If you have a full-time job with benefits and a steady salary, it can be terrifying to think about taking the plunge to freelance work.
However, there are lots of benefits to making the move that may one day sway you in that direction.
Before you do, however, it’s important to ready yourself by taking the necessary steps to ease yourself into the transition. Making the move from full-time work to a freelance career can be daunting, but if you take these steps leading up to taking the plunge, the transition will be much easier for you.
1. Figure out what you really need to survive
If you’re like a lot of people, you don’t budget as well as you should.
In some cases, you may even leave paycheck to paycheck. The trouble with that strategy is, when you go freelance there won’t necessarily be a regular paycheck coming in every week or two weeks.
You’ll have to get good at budgeting.
To do that, you’ll have to figure out how much money you actually need to keep up your standard of living. Make a list of all of your monthly expenses, including luxuries like date nights, gifts, etc. Looking at that number on paper and realizing that you’ll need to make more than that to be successful in your freelance career can really help to bring things into focus and help you to move forward with realistic expectations.
2. Start saving for the jump
In a sense, it helps to think of making the move to freelancing as something akin to making the move to retirement. Yes, you’ll be working, but you won’t have the kind of regular influx of money and security that you once had, which means you’ll need to have a little safety net in place.
Before you make the move, start putting money aside so you can be prepared for situations like clients who won’t pay, invoices that are late, clients who suddenly disappear, etc. The reality is that these things happen, and you don’t want to leave yourself in the lurch.
3. Let go of your benefits package
One of the biggest reasons people hesitate to join the ranks of the freelance world is the fear of letting go of their benefits. Benefits packages are great, but when it comes down to it, they are just money.
Look at it this way: those benefits can be replaced by your newfound income. You can still get healthcare, vision, and all the office snacks you want. You’ll just have to pay for them. And when you don’t have to commute to work, pay for parking, etc. while you make your freelance living, you can afford to pay for those things yourself.
4. Start building a client list while you’re still working
We’re not suggesting you steal clients from your current job; that wouldn’t be ethical.
However, there is no harm in putting out feelers to others in your industry and other potential customers while you still have a paycheck coming in.
That way, you can hit the ground running when you go freelance.
5. Have faith in yourself
It may sound trite, but as with any new endeavour in life, a healthy amount of faith in yourself in one of the best tricks you can have up your sleeve.
If you don’t believe you will success, you won’t. Plain and simple.
That’s not to say that belief in yourself will automatically catapult you to success, but without it, you’re setting yourself up for failure right off the top.
Making the move from a full-time job to freelance can be scary, but if you focus on all the things you’ll gain by doing it and prepare yourself to make the transition, you’ll soon wonder why you didn’t do it sooner.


Instructions for the task -> Repeat the records exactly. Every line must match.

________________________________________

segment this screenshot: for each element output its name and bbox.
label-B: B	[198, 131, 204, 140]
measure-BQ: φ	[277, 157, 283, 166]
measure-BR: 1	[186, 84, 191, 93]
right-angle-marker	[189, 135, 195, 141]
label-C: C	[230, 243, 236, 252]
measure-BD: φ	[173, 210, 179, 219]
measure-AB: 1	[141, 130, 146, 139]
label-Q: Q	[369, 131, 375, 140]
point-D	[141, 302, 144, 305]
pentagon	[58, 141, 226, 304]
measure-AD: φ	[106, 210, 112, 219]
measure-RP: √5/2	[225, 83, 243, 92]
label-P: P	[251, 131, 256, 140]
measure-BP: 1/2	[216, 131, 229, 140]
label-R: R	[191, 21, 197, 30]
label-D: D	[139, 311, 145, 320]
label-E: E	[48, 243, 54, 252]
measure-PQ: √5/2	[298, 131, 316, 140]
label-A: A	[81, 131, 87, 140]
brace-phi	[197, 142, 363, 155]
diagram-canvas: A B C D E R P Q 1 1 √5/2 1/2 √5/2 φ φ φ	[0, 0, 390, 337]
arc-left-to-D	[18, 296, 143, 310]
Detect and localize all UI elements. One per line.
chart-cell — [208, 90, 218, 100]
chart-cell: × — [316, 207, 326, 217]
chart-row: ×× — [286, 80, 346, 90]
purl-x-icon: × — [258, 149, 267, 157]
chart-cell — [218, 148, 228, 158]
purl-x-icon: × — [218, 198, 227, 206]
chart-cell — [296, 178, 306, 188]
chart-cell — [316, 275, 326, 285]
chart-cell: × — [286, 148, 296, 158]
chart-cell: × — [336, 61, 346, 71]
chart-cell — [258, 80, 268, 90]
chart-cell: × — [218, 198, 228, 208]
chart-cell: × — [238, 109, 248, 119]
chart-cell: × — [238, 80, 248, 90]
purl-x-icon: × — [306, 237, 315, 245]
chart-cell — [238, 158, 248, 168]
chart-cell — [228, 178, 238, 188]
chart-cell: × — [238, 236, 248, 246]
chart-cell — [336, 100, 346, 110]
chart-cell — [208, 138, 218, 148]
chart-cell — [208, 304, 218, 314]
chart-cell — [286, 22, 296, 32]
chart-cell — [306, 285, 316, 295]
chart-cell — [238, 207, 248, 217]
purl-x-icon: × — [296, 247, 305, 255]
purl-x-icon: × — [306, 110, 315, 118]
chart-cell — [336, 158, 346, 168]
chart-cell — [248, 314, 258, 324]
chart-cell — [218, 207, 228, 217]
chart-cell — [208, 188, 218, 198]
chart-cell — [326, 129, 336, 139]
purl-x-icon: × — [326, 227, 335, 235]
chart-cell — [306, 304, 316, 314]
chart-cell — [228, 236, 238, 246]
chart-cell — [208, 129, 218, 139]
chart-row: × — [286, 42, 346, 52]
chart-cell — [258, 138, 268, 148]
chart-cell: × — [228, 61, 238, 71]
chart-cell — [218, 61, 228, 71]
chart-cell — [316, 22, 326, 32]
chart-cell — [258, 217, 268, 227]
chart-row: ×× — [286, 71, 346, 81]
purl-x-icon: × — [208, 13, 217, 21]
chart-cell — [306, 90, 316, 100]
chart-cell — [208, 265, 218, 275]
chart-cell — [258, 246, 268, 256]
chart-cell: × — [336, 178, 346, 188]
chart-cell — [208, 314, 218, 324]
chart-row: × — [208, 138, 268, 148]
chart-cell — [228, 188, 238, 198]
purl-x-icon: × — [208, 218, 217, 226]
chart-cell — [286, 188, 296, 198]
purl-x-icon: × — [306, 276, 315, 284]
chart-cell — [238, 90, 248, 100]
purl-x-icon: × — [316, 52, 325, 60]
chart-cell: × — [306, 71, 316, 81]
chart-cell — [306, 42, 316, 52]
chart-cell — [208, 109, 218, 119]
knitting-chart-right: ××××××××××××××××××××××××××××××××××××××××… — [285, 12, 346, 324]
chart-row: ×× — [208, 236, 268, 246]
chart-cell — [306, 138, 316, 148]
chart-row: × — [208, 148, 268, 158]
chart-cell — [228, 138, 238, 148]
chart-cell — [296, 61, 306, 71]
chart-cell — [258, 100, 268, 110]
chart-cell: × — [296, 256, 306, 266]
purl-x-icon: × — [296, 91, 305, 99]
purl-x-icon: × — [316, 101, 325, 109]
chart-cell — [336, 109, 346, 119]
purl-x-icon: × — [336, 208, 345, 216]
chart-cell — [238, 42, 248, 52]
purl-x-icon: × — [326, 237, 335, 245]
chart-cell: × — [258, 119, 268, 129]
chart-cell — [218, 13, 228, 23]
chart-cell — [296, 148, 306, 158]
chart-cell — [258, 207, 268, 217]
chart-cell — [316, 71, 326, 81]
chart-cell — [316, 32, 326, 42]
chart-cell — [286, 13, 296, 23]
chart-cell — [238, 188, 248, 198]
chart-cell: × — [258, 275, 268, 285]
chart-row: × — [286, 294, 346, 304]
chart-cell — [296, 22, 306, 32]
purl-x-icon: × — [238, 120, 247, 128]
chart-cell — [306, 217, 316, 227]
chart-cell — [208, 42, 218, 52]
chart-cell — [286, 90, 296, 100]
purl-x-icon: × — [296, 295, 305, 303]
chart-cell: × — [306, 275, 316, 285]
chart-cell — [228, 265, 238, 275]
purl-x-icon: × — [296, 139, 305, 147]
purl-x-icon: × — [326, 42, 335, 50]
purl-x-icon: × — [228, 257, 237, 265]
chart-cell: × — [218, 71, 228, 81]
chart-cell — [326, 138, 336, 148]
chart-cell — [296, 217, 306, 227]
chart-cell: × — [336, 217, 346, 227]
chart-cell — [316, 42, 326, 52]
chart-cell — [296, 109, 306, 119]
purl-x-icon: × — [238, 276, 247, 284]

________________________________________

Response ->
segment this screenshot: for each element output its name and bbox.
label-B: B	[198, 131, 204, 140]
measure-BQ: φ	[277, 157, 283, 166]
measure-BR: 1	[186, 84, 191, 93]
right-angle-marker	[189, 135, 195, 141]
label-C: C	[230, 243, 236, 252]
measure-BD: φ	[173, 210, 179, 219]
measure-AB: 1	[141, 130, 146, 139]
label-Q: Q	[369, 131, 375, 140]
point-D	[141, 302, 144, 305]
pentagon	[58, 141, 226, 304]
measure-AD: φ	[106, 210, 112, 219]
measure-RP: √5/2	[225, 83, 243, 92]
label-P: P	[251, 131, 256, 140]
measure-BP: 1/2	[216, 131, 229, 140]
label-R: R	[191, 21, 197, 30]
label-D: D	[139, 311, 145, 320]
label-E: E	[48, 243, 54, 252]
measure-PQ: √5/2	[298, 131, 316, 140]
label-A: A	[81, 131, 87, 140]
brace-phi	[197, 142, 363, 155]
diagram-canvas: A B C D E R P Q 1 1 √5/2 1/2 √5/2 φ φ φ	[0, 0, 390, 337]
arc-left-to-D	[18, 296, 143, 310]
Detect and localize all UI elements. One per line.
chart-cell — [208, 90, 218, 100]
chart-cell: × — [316, 207, 326, 217]
chart-row: ×× — [286, 80, 346, 90]
purl-x-icon: × — [258, 149, 267, 157]
chart-cell — [218, 148, 228, 158]
purl-x-icon: × — [218, 198, 227, 206]
chart-cell — [296, 178, 306, 188]
chart-cell — [316, 275, 326, 285]
chart-cell: × — [286, 148, 296, 158]
chart-cell: × — [336, 61, 346, 71]
chart-cell — [258, 80, 268, 90]
chart-cell: × — [218, 198, 228, 208]
chart-cell: × — [238, 109, 248, 119]
chart-cell: × — [238, 80, 248, 90]
purl-x-icon: × — [306, 237, 315, 245]
chart-cell — [238, 158, 248, 168]
chart-cell — [228, 178, 238, 188]
chart-cell: × — [238, 236, 248, 246]
chart-cell — [336, 100, 346, 110]
chart-cell — [208, 138, 218, 148]
chart-cell — [208, 304, 218, 314]
chart-cell — [286, 22, 296, 32]
chart-cell — [306, 285, 316, 295]
chart-cell — [238, 207, 248, 217]
purl-x-icon: × — [296, 247, 305, 255]
purl-x-icon: × — [306, 110, 315, 118]
chart-cell — [336, 158, 346, 168]
chart-cell — [248, 314, 258, 324]
chart-cell — [218, 207, 228, 217]
chart-cell — [208, 188, 218, 198]
chart-cell — [326, 129, 336, 139]
purl-x-icon: × — [326, 227, 335, 235]
chart-cell — [306, 304, 316, 314]
chart-cell — [228, 236, 238, 246]
chart-cell — [208, 129, 218, 139]
chart-row: × — [286, 42, 346, 52]
chart-cell — [258, 138, 268, 148]
chart-cell: × — [228, 61, 238, 71]
chart-cell — [218, 61, 228, 71]
chart-cell — [316, 22, 326, 32]
chart-cell — [258, 217, 268, 227]
chart-row: ×× — [286, 71, 346, 81]
purl-x-icon: × — [208, 13, 217, 21]
chart-cell — [306, 90, 316, 100]
chart-cell — [208, 265, 218, 275]
chart-cell — [258, 246, 268, 256]
chart-cell: × — [336, 178, 346, 188]
chart-cell — [208, 314, 218, 324]
chart-row: × — [208, 138, 268, 148]
chart-cell — [228, 188, 238, 198]
purl-x-icon: × — [208, 218, 217, 226]
chart-cell — [286, 188, 296, 198]
purl-x-icon: × — [306, 276, 315, 284]
chart-cell — [238, 90, 248, 100]
purl-x-icon: × — [316, 52, 325, 60]
chart-cell: × — [306, 71, 316, 81]
chart-cell — [306, 42, 316, 52]
chart-cell — [208, 109, 218, 119]
knitting-chart-right: ××××××××××××××××××××××××××××××××××××××××… — [285, 12, 346, 324]
chart-row: ×× — [208, 236, 268, 246]
chart-cell — [306, 138, 316, 148]
chart-row: × — [208, 148, 268, 158]
chart-cell — [228, 138, 238, 148]
chart-cell — [296, 61, 306, 71]
chart-cell — [258, 100, 268, 110]
chart-cell: × — [296, 256, 306, 266]
purl-x-icon: × — [296, 91, 305, 99]
purl-x-icon: × — [316, 101, 325, 109]
chart-cell — [336, 109, 346, 119]
purl-x-icon: × — [336, 208, 345, 216]
chart-cell — [238, 42, 248, 52]
purl-x-icon: × — [326, 237, 335, 245]
chart-cell: × — [258, 119, 268, 129]
chart-cell — [218, 13, 228, 23]
chart-cell — [296, 148, 306, 158]
chart-cell — [258, 207, 268, 217]
chart-cell — [316, 71, 326, 81]
chart-cell — [316, 32, 326, 42]
chart-cell — [286, 13, 296, 23]
chart-cell — [238, 188, 248, 198]
chart-cell: × — [258, 275, 268, 285]
chart-row: × — [286, 294, 346, 304]
chart-cell — [296, 22, 306, 32]
purl-x-icon: × — [238, 120, 247, 128]
chart-cell — [306, 217, 316, 227]
chart-cell — [208, 42, 218, 52]
chart-cell — [286, 90, 296, 100]
purl-x-icon: × — [296, 295, 305, 303]
chart-cell: × — [306, 275, 316, 285]
chart-cell — [228, 265, 238, 275]
purl-x-icon: × — [296, 139, 305, 147]
purl-x-icon: × — [326, 42, 335, 50]
purl-x-icon: × — [228, 257, 237, 265]
chart-cell: × — [218, 71, 228, 81]
chart-cell — [326, 138, 336, 148]
chart-cell — [296, 217, 306, 227]
chart-cell: × — [336, 217, 346, 227]
chart-cell — [316, 42, 326, 52]
chart-cell — [296, 109, 306, 119]
purl-x-icon: × — [238, 276, 247, 284]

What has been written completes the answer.